Are you familiar with The Morrígan, a complex and perhaps misunderstood goddess from Irish lore?
I love the image above, “Song of a Stone Heart” by bubug on Deviant Art (link in comments). It may not by named for The Morrígan but it certainly embodies her energies!
But who is The Morrígan? The Great Queen? The Nightmare Queen? The Phantom Queen? The Queen of the Slain? Witch Queen? Queen of the Faerie? Sea Queen? Many of these appellations stem from various translations of the root components of her name: “rígan” meaning queen, and “mor” with several different translations.
In our new online Bean Gealach Circle, which opens April 1, 2002, and with a live gathering later in the month, our April theme is The Morrígan, and the Dark Mothers archetype in the Women’s Wheel of Life. We will be talking more about her, shapeshifting with her, and creating a Burlá Ghui to honour her associations with birth, death and rebirth. And, of course, how she might be an ally in our own journeys and soul work.
I’d love to see followers of this blog join us online, as Founding Members of the Bean Gealach Circle (Bean Gealach means “Moon Woman” in Irish), for only $20 USD per month (GST included for Canadians). This special offer is available only until April 30th, 2002. On May 1st, the price will increase to $30 USD per month (GST included for Canadians).
Click here to join as a Founding Member and save 33%!

The Lore of The Morrígan
The lore has changed over the years, which should not be a surprise. The tales can and do change over time, reflecting the beliefs of the one telling the tale. Even if we look back to the Victorian era folklorists and storytellers (and historians, archaeologists and anthropologists), we can see how often they imbued their publications with whimsy and Romance, as well as the classist (and oft times racist!) views of other cultures, some of which are still held to this day.
I’ve been reading a fascinating book by David Rankine & Lorita d’Este — The Guises of the Morrígan: The Celtic Irish Goddess of Battle & Sovereignty, Her Myths Power and Mysteries — where I learned that the first recorded mention of The Morrígan in Irish literature was in 876 / 7 CE.
It was in a glossary to the “Books of the Old Testament, referring to Isaiah 34:14. The word lamia is described as ‘monstrum in femine figura i.e. morigain’ “(meaning “monster in female form, that is a Morrígan”). And apparently successive glossaries (no doubt written by the Catholic monks!) associated her with what they saw as horrible things… lying wolves, false demons, demons of the air, hooded crows, and women from “the sid”.

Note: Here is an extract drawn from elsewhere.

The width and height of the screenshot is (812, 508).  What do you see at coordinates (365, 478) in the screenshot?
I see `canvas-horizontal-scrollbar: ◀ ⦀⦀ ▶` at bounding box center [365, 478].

Ireland’s bards and storytellers observed an oral tradition, passing the lore to others. Some of these have been captured in texts, where she is at times described as three sisters and sometimes four. She is seen as a shapeshifter . . . into a young woman, a hag (and even An Cailleach), and to a cow, crow, eel or wolf. In some texts she is a tutelary or protective spirit, in others assists in the battles.
But more recently scholars such as Professor Ronald Hutton have suggested she is not just a goddess of death, fate, battlefields and war, but may have been akin to a “Celtic Venus”.
Many of the goddesses from Greek, Roman and Mesopotamian lore were also goddesses associated with both love and war, such as Venus, Astarte, Inanna, Aphrodite, and Freya. They are the goddesses of the morning and evening stars (the planet Venus) and of the bodily fluids… blood, sweat, semen, and the lubricants of the body (my source for the “Celtic Venus” possibility was Professor Ronald Hutton in a recent online lecture for the Last Tuesday Society).
I look forward to exploring more about this complex and riveting goddess!
She is the Great Queen. I think she’s a good representation of women/female power and what happens when we’re messed with, hehe.
She is the Great Queen. I think she’s a good representation of women/female power and what happens when we’re messed with, hehe.